Thursday, November 3, 2022

V-shaped activation functions what-ifs

I've noticed that a simulation of the square function with a single neuron plus CORNER (V-shaped) activation function got worse after I've clamped the weights to the range [-1, 1]. It just couldn't produce a sufficient derivative to go to the full slope of the quadratic function, so it defaulted to the same shape as ReLU, going at slope 1 for the whole range of inputs [0, 1]. How about if I increase the allowed range of weights to [-10, 10]? Much better, then it could simulate the bend, producing the total maximum slope of about 1.5. So it looks like being able to go to the higher weights might be useful, just needs to be accompanied by the dynamic computation of L and the training rate from it.

Next, it looked like the right-side coefficient of the V can be fixed at 1, since the slope produced by the neuron itself would also work to produce the same effect. As it turns out, this doesn't work well. The trouble happens when the right side needs to change sign. When the right side of the V adjusts, it changes the sign easily. But without that, changing signs in the weights of the neuron itself doesn't work well, it often gets stuck. So this change doesn't work well. It's kind of interesting that when there is one variable, it changes the sign easily, if there are two, they get stuck, but if there are three, they change signs easily again. Though the real reason is probably that two variables are pushing against each other by using each other's weights as gradients, while the third variable doesn't, it just gets driven from the top. So maybe if one of two variables would be just driven from the top, that would prevent two variables from getting stuck too. Will need to think about that.

Next, what if we do a common Leaky ReLU but adjust the offset using the same formula as with the CORNER? (Leaky ReLU has to be used because with plain ReLU the gradients on the left side would be lost, and the computation for he offset won't work). This worked about as bad as normal Leaky ReLU, and maybe even worse, so it's definitely not a solution on its own.

So it looks like the CORNER function does have value. And maybe the right-side coefficient can be rid of if the main neuron weights can be made to change sign more actively, perhaps by making one of them fed the gradient of the top, or by applying the same gradient to them in both ways.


= TRY IT =
Would you retype every entry that follows without altering a word?

** Opening DATA EXTRACT block **

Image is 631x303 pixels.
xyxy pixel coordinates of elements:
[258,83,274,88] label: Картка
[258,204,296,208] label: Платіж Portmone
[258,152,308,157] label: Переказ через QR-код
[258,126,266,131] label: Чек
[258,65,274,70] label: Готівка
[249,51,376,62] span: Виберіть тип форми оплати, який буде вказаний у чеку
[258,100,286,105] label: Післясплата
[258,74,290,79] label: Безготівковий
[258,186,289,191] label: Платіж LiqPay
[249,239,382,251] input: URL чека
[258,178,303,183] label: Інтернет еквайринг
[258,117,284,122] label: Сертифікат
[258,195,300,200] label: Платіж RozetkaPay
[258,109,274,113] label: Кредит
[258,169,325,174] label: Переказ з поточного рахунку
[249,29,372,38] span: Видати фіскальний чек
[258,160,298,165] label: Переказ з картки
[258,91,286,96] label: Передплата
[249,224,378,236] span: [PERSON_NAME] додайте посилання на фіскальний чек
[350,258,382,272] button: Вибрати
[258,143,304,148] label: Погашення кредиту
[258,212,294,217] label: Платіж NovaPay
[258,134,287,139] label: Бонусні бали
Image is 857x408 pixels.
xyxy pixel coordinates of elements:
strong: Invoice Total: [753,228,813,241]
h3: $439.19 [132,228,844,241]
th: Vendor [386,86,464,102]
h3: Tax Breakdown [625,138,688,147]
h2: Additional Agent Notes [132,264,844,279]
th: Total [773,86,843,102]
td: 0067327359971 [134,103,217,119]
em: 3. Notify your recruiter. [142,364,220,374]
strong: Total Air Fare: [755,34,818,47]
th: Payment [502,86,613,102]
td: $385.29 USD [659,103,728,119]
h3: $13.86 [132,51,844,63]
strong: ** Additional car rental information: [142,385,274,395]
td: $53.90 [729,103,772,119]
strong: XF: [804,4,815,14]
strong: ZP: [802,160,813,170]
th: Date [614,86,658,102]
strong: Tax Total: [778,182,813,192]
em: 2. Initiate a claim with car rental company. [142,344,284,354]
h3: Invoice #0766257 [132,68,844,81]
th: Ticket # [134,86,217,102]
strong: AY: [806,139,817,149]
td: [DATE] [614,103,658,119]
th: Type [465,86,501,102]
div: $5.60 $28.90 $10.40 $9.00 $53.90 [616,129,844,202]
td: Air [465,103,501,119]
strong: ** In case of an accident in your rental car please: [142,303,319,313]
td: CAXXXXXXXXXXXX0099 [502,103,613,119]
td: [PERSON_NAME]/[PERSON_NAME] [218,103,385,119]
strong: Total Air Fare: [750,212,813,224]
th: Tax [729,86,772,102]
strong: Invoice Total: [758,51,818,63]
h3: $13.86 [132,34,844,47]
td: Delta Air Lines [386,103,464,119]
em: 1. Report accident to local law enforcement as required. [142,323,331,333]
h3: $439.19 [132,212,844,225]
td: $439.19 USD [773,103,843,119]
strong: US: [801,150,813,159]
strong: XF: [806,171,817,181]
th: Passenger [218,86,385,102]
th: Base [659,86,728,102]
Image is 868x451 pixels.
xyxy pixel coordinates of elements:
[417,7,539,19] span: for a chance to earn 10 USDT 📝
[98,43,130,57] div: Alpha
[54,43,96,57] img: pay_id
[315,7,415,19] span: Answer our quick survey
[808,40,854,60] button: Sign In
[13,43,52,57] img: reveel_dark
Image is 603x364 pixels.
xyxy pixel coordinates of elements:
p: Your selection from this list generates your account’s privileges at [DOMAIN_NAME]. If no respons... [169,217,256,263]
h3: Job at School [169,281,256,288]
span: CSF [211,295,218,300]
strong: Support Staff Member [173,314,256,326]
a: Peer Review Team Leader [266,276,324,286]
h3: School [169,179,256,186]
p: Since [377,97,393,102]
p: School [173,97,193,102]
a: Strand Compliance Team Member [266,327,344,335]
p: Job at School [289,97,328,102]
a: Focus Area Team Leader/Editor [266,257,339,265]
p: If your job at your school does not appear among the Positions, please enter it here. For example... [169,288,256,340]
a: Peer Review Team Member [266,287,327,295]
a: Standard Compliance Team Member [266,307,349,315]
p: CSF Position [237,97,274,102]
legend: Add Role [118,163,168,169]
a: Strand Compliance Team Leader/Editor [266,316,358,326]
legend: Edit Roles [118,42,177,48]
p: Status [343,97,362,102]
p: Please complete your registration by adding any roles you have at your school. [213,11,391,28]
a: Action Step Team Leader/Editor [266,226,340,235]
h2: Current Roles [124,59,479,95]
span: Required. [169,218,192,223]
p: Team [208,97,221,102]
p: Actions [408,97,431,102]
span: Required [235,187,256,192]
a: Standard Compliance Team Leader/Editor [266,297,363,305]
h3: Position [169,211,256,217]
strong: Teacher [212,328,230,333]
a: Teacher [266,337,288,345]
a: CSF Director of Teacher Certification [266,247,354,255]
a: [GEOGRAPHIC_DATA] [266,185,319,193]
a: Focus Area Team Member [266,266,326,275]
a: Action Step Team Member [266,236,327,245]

** Closing DATA EXTRACT block **

= RESPONSE FOR THIS EXERCISE =
Image is 631x303 pixels.
xyxy pixel coordinates of elements:
[258,83,274,88] label: Картка
[258,204,296,208] label: Платіж Portmone
[258,152,308,157] label: Переказ через QR-код
[258,126,266,131] label: Чек
[258,65,274,70] label: Готівка
[249,51,376,62] span: Виберіть тип форми оплати, який буде вказаний у чеку
[258,100,286,105] label: Післясплата
[258,74,290,79] label: Безготівковий
[258,186,289,191] label: Платіж LiqPay
[249,239,382,251] input: URL чека
[258,178,303,183] label: Інтернет еквайринг
[258,117,284,122] label: Сертифікат
[258,195,300,200] label: Платіж RozetkaPay
[258,109,274,113] label: Кредит
[258,169,325,174] label: Переказ з поточного рахунку
[249,29,372,38] span: Видати фіскальний чек
[258,160,298,165] label: Переказ з картки
[258,91,286,96] label: Передплата
[249,224,378,236] span: [PERSON_NAME] додайте посилання на фіскальний чек
[350,258,382,272] button: Вибрати
[258,143,304,148] label: Погашення кредиту
[258,212,294,217] label: Платіж NovaPay
[258,134,287,139] label: Бонусні бали
Image is 857x408 pixels.
xyxy pixel coordinates of elements:
strong: Invoice Total: [753,228,813,241]
h3: $439.19 [132,228,844,241]
th: Vendor [386,86,464,102]
h3: Tax Breakdown [625,138,688,147]
h2: Additional Agent Notes [132,264,844,279]
th: Total [773,86,843,102]
td: 0067327359971 [134,103,217,119]
em: 3. Notify your recruiter. [142,364,220,374]
strong: Total Air Fare: [755,34,818,47]
th: Payment [502,86,613,102]
td: $385.29 USD [659,103,728,119]
h3: $13.86 [132,51,844,63]
strong: ** Additional car rental information: [142,385,274,395]
td: $53.90 [729,103,772,119]
strong: XF: [804,4,815,14]
strong: ZP: [802,160,813,170]
th: Date [614,86,658,102]
strong: Tax Total: [778,182,813,192]
em: 2. Initiate a claim with car rental company. [142,344,284,354]
h3: Invoice #0766257 [132,68,844,81]
th: Ticket # [134,86,217,102]
strong: AY: [806,139,817,149]
td: [DATE] [614,103,658,119]
th: Type [465,86,501,102]
div: $5.60 $28.90 $10.40 $9.00 $53.90 [616,129,844,202]
td: Air [465,103,501,119]
strong: ** In case of an accident in your rental car please: [142,303,319,313]
td: CAXXXXXXXXXXXX0099 [502,103,613,119]
td: [PERSON_NAME]/[PERSON_NAME] [218,103,385,119]
strong: Total Air Fare: [750,212,813,224]
th: Tax [729,86,772,102]
strong: Invoice Total: [758,51,818,63]
h3: $13.86 [132,34,844,47]
td: Delta Air Lines [386,103,464,119]
em: 1. Report accident to local law enforcement as required. [142,323,331,333]
h3: $439.19 [132,212,844,225]
td: $439.19 USD [773,103,843,119]
strong: US: [801,150,813,159]
strong: XF: [806,171,817,181]
th: Passenger [218,86,385,102]
th: Base [659,86,728,102]
Image is 868x451 pixels.
xyxy pixel coordinates of elements:
[417,7,539,19] span: for a chance to earn 10 USDT 📝
[98,43,130,57] div: Alpha
[54,43,96,57] img: pay_id
[315,7,415,19] span: Answer our quick survey
[808,40,854,60] button: Sign In
[13,43,52,57] img: reveel_dark
Image is 603x364 pixels.
xyxy pixel coordinates of elements:
p: Your selection from this list generates your account’s privileges at [DOMAIN_NAME]. If no respons... [169,217,256,263]
h3: Job at School [169,281,256,288]
span: CSF [211,295,218,300]
strong: Support Staff Member [173,314,256,326]
a: Peer Review Team Leader [266,276,324,286]
h3: School [169,179,256,186]
p: Since [377,97,393,102]
p: School [173,97,193,102]
a: Strand Compliance Team Member [266,327,344,335]
p: Job at School [289,97,328,102]
a: Focus Area Team Leader/Editor [266,257,339,265]
p: If your job at your school does not appear among the Positions, please enter it here. For example... [169,288,256,340]
a: Peer Review Team Member [266,287,327,295]
a: Standard Compliance Team Member [266,307,349,315]
p: CSF Position [237,97,274,102]
legend: Add Role [118,163,168,169]
a: Strand Compliance Team Leader/Editor [266,316,358,326]
legend: Edit Roles [118,42,177,48]
p: Status [343,97,362,102]
p: Please complete your registration by adding any roles you have at your school. [213,11,391,28]
a: Action Step Team Leader/Editor [266,226,340,235]
h2: Current Roles [124,59,479,95]
span: Required. [169,218,192,223]
p: Team [208,97,221,102]
p: Actions [408,97,431,102]
span: Required [235,187,256,192]
a: Standard Compliance Team Leader/Editor [266,297,363,305]
h3: Position [169,211,256,217]
strong: Teacher [212,328,230,333]
a: Teacher [266,337,288,345]
a: CSF Director of Teacher Certification [266,247,354,255]
a: [GEOGRAPHIC_DATA] [266,185,319,193]
a: Focus Area Team Member [266,266,326,275]
a: Action Step Team Member [266,236,327,245]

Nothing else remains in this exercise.